Lucy 101 & Cohen's Cocktails


"Lucille Ball FAQ" by James Sheridan and Barry Monosh
"Most Talkative" by Andy Cohen
Reviewed by David Marshall James

What, you may well be wondering, do Lucille Ball and Andy Cohen have in common?

Aside from Andy's preference for ginger hair, that is.

His memoir, "Most Talkative," will soon lead the reader to discover his early fascination with Miss Lucille Desiree Ball.

Fine choice, AC. Back to you in a moment or two.

"Lucille Ball FAQ" is a vast compendium of info pertaining to all of Lucy's TV, stage, radio, and film work.

And we do mean ALL of it-- all four TV series (five, if you count the revamping of "The Lucy Show," sans Vivian Vance, during the mid 1960s).

This indispensable tome also includes bios of the essential players in Lucy's life, professionally speaking and en famille.

Also: Explanations of the pop-culture references from the TV programs, as well as Lucy's one-degree's of separation from scores of Hollywood luminaries.

Tallulah Bankhead and Joan Crawford gave her fits.

However, she loved Paul Lynde. And she would have loved you, too, Andy Cohen.

Oh, she would have told you to clean up your language as well as you clean up your Clubhouse, and to lighten up on the libations, but that's what ginger-haired grandmothers do, don't they?

AC's memoir follows him from St. Louis (from birth through high school), to college in Boston, to studies abroad, to an internship at CBS in NYC, to his return to the "Tiffany Network" (there's a pop-culture ref of yore for ya), where he rose through the proverbial ranks to become producer of their morning show.

Emily Dickinson wrote that "Hope is the thing with feathers, that perches in the soul," whilst for AC, "Hope is a feather boa."

If there hadn't been a Bravo channel, he would have invented it. He's certainly built a clubhouse there, on "Watch What Happens Live."

When you die and go to Heaven, AC, you can have Tallulah and Joan as guests.

Lucy, too. Just not on the same night.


**DESCRIPTION OF THE TASK:**
Since the copy must hold text only, transcribe the data below exactly and omit the images.

**RECORDS PROVIDED:**

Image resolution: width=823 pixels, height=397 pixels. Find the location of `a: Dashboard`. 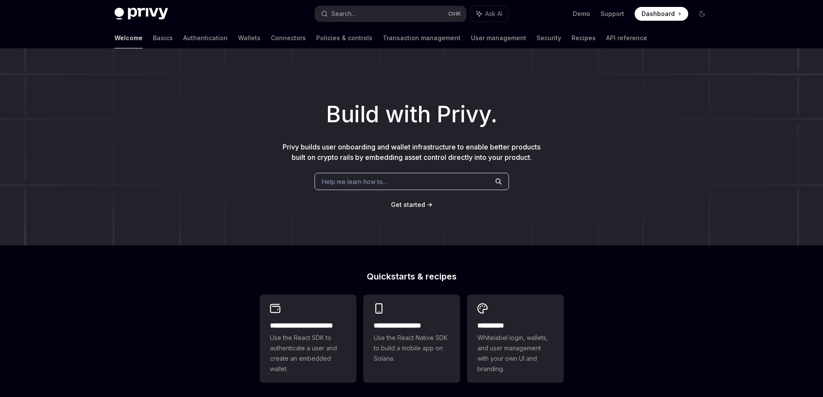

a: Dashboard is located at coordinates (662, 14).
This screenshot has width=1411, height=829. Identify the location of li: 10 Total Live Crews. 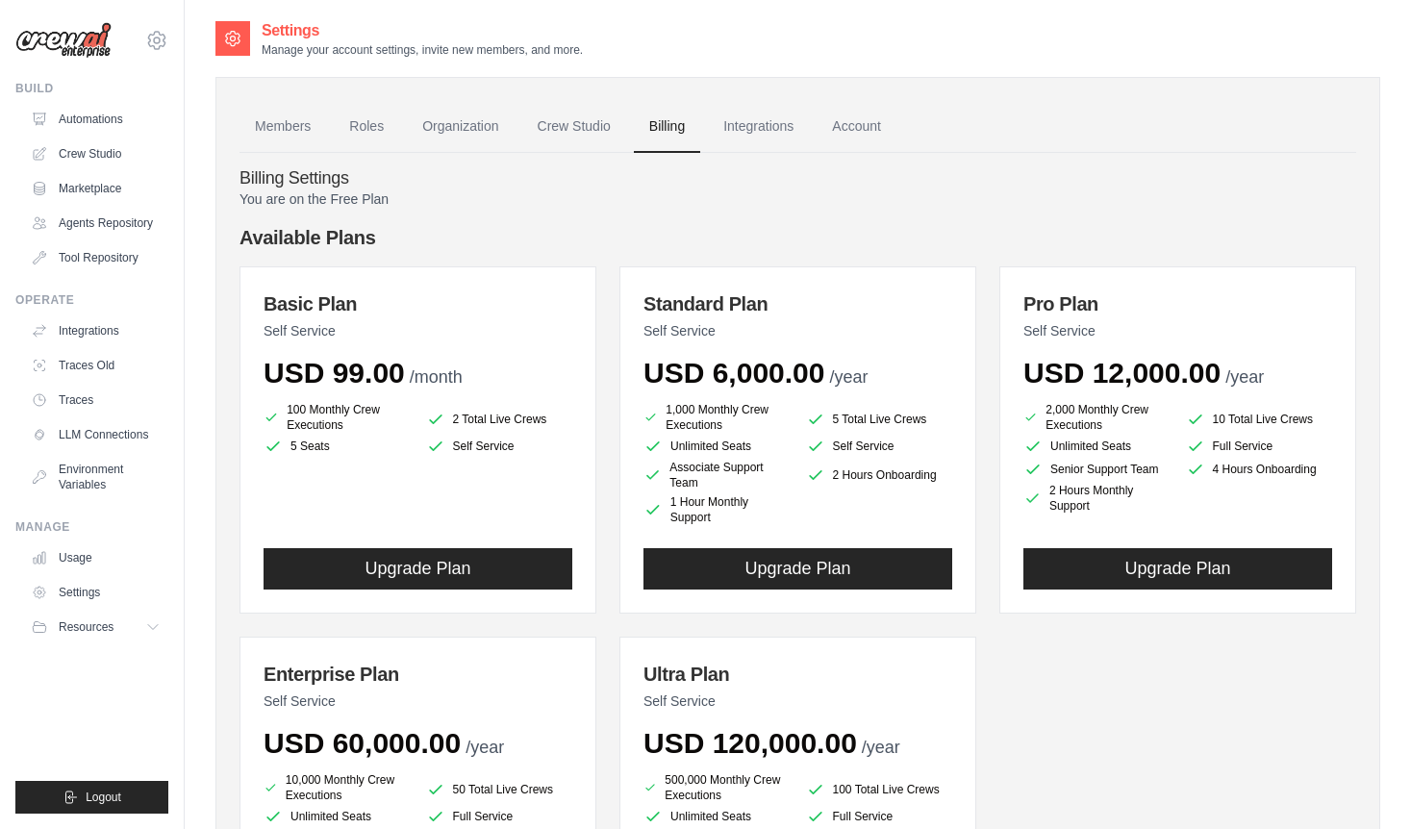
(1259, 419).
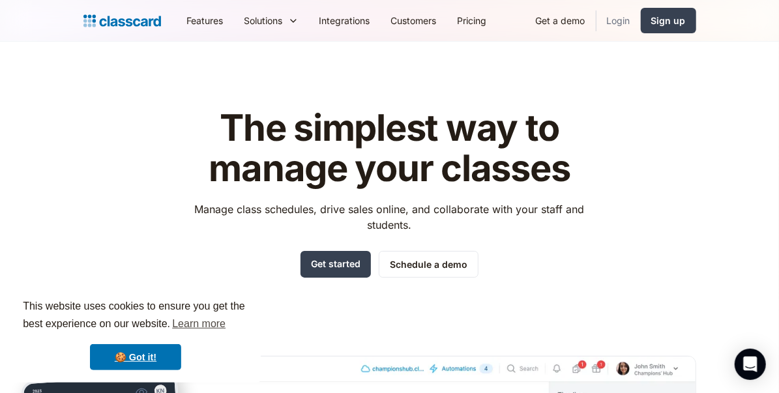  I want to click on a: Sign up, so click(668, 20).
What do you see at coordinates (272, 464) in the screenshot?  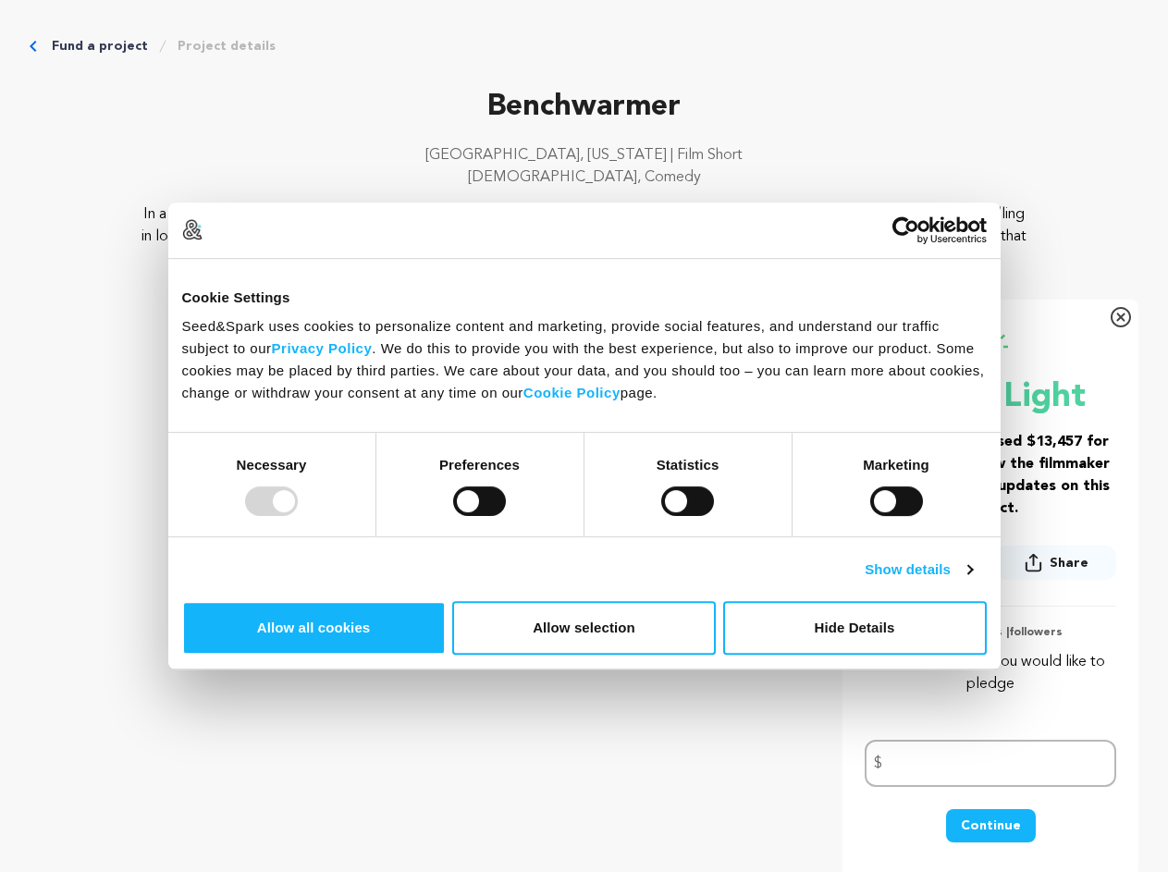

**RESPONSE AREA:**
Image resolution: width=823 pixels, height=397 pixels. Find the location of `a: Dashboard`. 

a: Dashboard is located at coordinates (662, 14).
This screenshot has width=1411, height=829. Identify the location of li: 10 Total Live Crews. 
(1259, 419).
  I want to click on a: Sign up, so click(668, 20).
What do you see at coordinates (272, 464) in the screenshot?  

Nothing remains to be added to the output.